Why this attack matters

UNC6692 shows that attackers do not always need a zero-day vulnerability to compromise an enterprise. They can use normal business tools, believable support stories, trusted cloud services, and custom malware to reach the same result.

The Teams message works because employees already expect IT support to contact them during technical problems. The email bombing creates the problem, and the fake helpdesk chat offers the “solution.”

For defenders, the main lesson is to treat collaboration platforms as security surfaces. Teams, Slack, email, browser extensions, and cloud storage all need monitoring because attackers use the same tools employees use every day.

FAQ

What is UNC6692?

UNC6692 is a newly tracked threat group identified by Google Threat Intelligence Group. It used Microsoft Teams impersonation, email bombing, phishing pages, and custom malware to compromise enterprise networks.

Did UNC6692 exploit a Microsoft Teams vulnerability?

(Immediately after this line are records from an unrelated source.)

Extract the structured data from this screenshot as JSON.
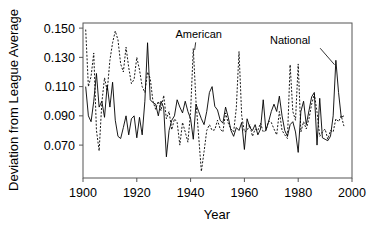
{
  "chart_data": {
    "type": "line",
    "title": "",
    "xlabel": "Year",
    "ylabel": "Deviation from League Average",
    "xlim": [
      1900,
      2000
    ],
    "ylim": [
      0.0475,
      0.1535
    ],
    "xticks": [
      1900,
      1920,
      1940,
      1960,
      1980,
      2000
    ],
    "xtick_labels": [
      "1900",
      "1920",
      "1940",
      "1960",
      "1980",
      "2000"
    ],
    "yticks": [
      0.07,
      0.09,
      0.11,
      0.13,
      0.15
    ],
    "ytick_labels": [
      "0.070",
      "0.090",
      "0.110",
      "0.130",
      "0.150"
    ],
    "grid": false,
    "legend_position": "inline-annotations",
    "frame_color": "#555555",
    "series": [
      {
        "name": "American",
        "style": "dashed",
        "color": "#000000",
        "annotation": {
          "label": "American",
          "text_x": 1943,
          "text_y": 0.143,
          "point_x": 1941.5,
          "point_y": 0.135
        },
        "x": [
          1901,
          1902,
          1903,
          1904,
          1905,
          1906,
          1907,
          1908,
          1909,
          1910,
          1911,
          1912,
          1913,
          1914,
          1915,
          1916,
          1917,
          1918,
          1919,
          1920,
          1921,
          1922,
          1923,
          1924,
          1925,
          1926,
          1927,
          1928,
          1929,
          1930,
          1931,
          1932,
          1933,
          1934,
          1935,
          1936,
          1937,
          1938,
          1939,
          1940,
          1941,
          1942,
          1943,
          1944,
          1945,
          1946,
          1947,
          1948,
          1949,
          1950,
          1951,
          1952,
          1953,
          1954,
          1955,
          1956,
          1957,
          1958,
          1959,
          1960,
          1961,
          1962,
          1963,
          1964,
          1965,
          1966,
          1967,
          1968,
          1969,
          1970,
          1971,
          1972,
          1973,
          1974,
          1975,
          1976,
          1977,
          1978,
          1979,
          1980,
          1981,
          1982,
          1983,
          1984,
          1985,
          1986,
          1987,
          1988,
          1989,
          1990,
          1991,
          1992,
          1993,
          1994,
          1995,
          1996,
          1997
        ],
        "values": [
          0.149,
          0.11,
          0.117,
          0.133,
          0.08,
          0.066,
          0.099,
          0.116,
          0.107,
          0.128,
          0.14,
          0.148,
          0.142,
          0.1255,
          0.12,
          0.137,
          0.123,
          0.112,
          0.115,
          0.13,
          0.1215,
          0.11,
          0.106,
          0.12,
          0.1155,
          0.1,
          0.0945,
          0.1,
          0.0935,
          0.104,
          0.088,
          0.093,
          0.0805,
          0.088,
          0.0855,
          0.07,
          0.0855,
          0.079,
          0.072,
          0.093,
          0.136,
          0.1,
          0.076,
          0.052,
          0.0655,
          0.08,
          0.084,
          0.08,
          0.0805,
          0.087,
          0.081,
          0.079,
          0.092,
          0.085,
          0.081,
          0.079,
          0.0955,
          0.134,
          0.09,
          0.079,
          0.08,
          0.084,
          0.076,
          0.081,
          0.08,
          0.085,
          0.079,
          0.08,
          0.0865,
          0.0855,
          0.081,
          0.077,
          0.093,
          0.08,
          0.077,
          0.0745,
          0.125,
          0.093,
          0.087,
          0.1255,
          0.079,
          0.086,
          0.081,
          0.088,
          0.098,
          0.105,
          0.0925,
          0.076,
          0.079,
          0.081,
          0.074,
          0.08,
          0.079,
          0.088,
          0.086,
          0.09,
          0.083
        ]
      },
      {
        "name": "National",
        "style": "solid",
        "color": "#000000",
        "annotation": {
          "label": "National",
          "text_x": 1977,
          "text_y": 0.139,
          "point_x": 1993.5,
          "point_y": 0.125
        },
        "x": [
          1901,
          1902,
          1903,
          1904,
          1905,
          1906,
          1907,
          1908,
          1909,
          1910,
          1911,
          1912,
          1913,
          1914,
          1915,
          1916,
          1917,
          1918,
          1919,
          1920,
          1921,
          1922,
          1923,
          1924,
          1925,
          1926,
          1927,
          1928,
          1929,
          1930,
          1931,
          1932,
          1933,
          1934,
          1935,
          1936,
          1937,
          1938,
          1939,
          1940,
          1941,
          1942,
          1943,
          1944,
          1945,
          1946,
          1947,
          1948,
          1949,
          1950,
          1951,
          1952,
          1953,
          1954,
          1955,
          1956,
          1957,
          1958,
          1959,
          1960,
          1961,
          1962,
          1963,
          1964,
          1965,
          1966,
          1967,
          1968,
          1969,
          1970,
          1971,
          1972,
          1973,
          1974,
          1975,
          1976,
          1977,
          1978,
          1979,
          1980,
          1981,
          1982,
          1983,
          1984,
          1985,
          1986,
          1987,
          1988,
          1989,
          1990,
          1991,
          1992,
          1993,
          1994,
          1995,
          1996,
          1997
        ],
        "values": [
          0.11,
          0.09,
          0.086,
          0.1,
          0.119,
          0.096,
          0.1,
          0.089,
          0.111,
          0.096,
          0.113,
          0.087,
          0.076,
          0.0745,
          0.082,
          0.09,
          0.077,
          0.088,
          0.09,
          0.075,
          0.089,
          0.077,
          0.1,
          0.14,
          0.101,
          0.099,
          0.098,
          0.09,
          0.1,
          0.0955,
          0.062,
          0.08,
          0.087,
          0.09,
          0.101,
          0.096,
          0.092,
          0.1,
          0.093,
          0.088,
          0.074,
          0.098,
          0.093,
          0.088,
          0.084,
          0.093,
          0.106,
          0.11,
          0.0965,
          0.094,
          0.087,
          0.085,
          0.096,
          0.089,
          0.08,
          0.076,
          0.082,
          0.08,
          0.0855,
          0.067,
          0.088,
          0.082,
          0.08,
          0.084,
          0.077,
          0.081,
          0.101,
          0.08,
          0.086,
          0.093,
          0.098,
          0.093,
          0.1035,
          0.09,
          0.08,
          0.076,
          0.084,
          0.086,
          0.079,
          0.065,
          0.093,
          0.1,
          0.084,
          0.0935,
          0.103,
          0.106,
          0.07,
          0.102,
          0.075,
          0.074,
          0.073,
          0.076,
          0.09,
          0.128,
          0.106,
          0.089,
          0.09
        ]
      }
    ]
  }
}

No. Google’s report describes a social engineering campaign that abused legitimate Teams external collaboration features and user trust. It did not describe a Teams software vulnerability.

What is the SNOW malware ecosystem?

The SNOW ecosystem includes SNOWBELT, SNOWGLAZE, and SNOWBASIN. Together, they provide browser extension access, tunneling, command execution, screenshots, and file exfiltration.

How did the attackers gain initial access?

They flooded the victim’s inbox, then posed as IT helpdesk staff through Microsoft Teams. The victim was directed to a fake repair page that installed malware.

How can organizations reduce the risk?

Organizations should restrict Teams external access, train users to verify helpdesk messages, monitor browser extension activity, and alert on suspicious cloud traffic, AutoHotkey execution, and headless Edge processes.